Lieutenant Sefton nodded, the trace of a hard smile on his face. "Slavery, bigamy, harems, eunuchs, exotics, exquisites — and a hundred things we've never heard of, and another hundred for which English has no words."

"Goddamn!" Barnett said. "You'll have to tell me all about it. This might make the Sunday Supplement! Course, I'm not exactly sure how to explain to our readers what a eunuch is, but I'll give it a stab and let the rewrite desk worry about it."

The Sublime Porte, a connected maze of palaces and gardens surrounded by a high wall, contained the palace of the sultan's chief minister, the grand vizier, along with the ministries of foreign affairs and war. Lieutenant Sefton led the way into the palace and took Barnett through a series of offices and waiting rooms.
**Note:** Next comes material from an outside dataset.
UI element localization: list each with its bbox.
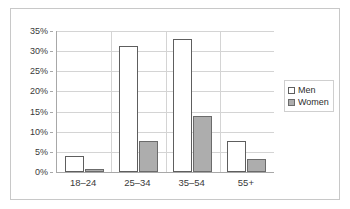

In each he spoke to someone, a few lire notes changed hands, and they were forwarded to the next. Although the official language of the Ottoman government was French, Sefton spoke in Turkish, and Barnett merely stood by and tried to look intelligent.

Finally, they were taken to a richly appointed room on an inner courtyard of the palace. "We have arrived," Sefton said, sinking into a gold-brocade overstuffed armchair. "The Captain Pasha himself is going to see us."

"The Captain Pasha?"

"The Osmanli equivalent of the First Lord of the Admiralty," Sefton explained, darting his eyes around the room like some great hawk.

"Was it really necessary to bribe all those people to get here?" Barnett asked.

Lieutenant Sefton focused his gaze on Barnett and studied him as he would a whist hand. "You are serious," he decided. "My dear man, those weren't bribes. You're in the Levant. Simple gratuities, incentives. Thus we arrived in this office in slightly over an hour instead of two weeks. This despite the fact that the Captain Pasha actually wants to see us."

"I wasn't making a moral judgment," Barnett assured him. "This sort of thing exists in the States. It's just the openness of it here that surprises me. A Tammany politico would take you in the back room with the lights turned down low. And he'd have four relatives and a judge all ready to swear that he was somewhere else at the time."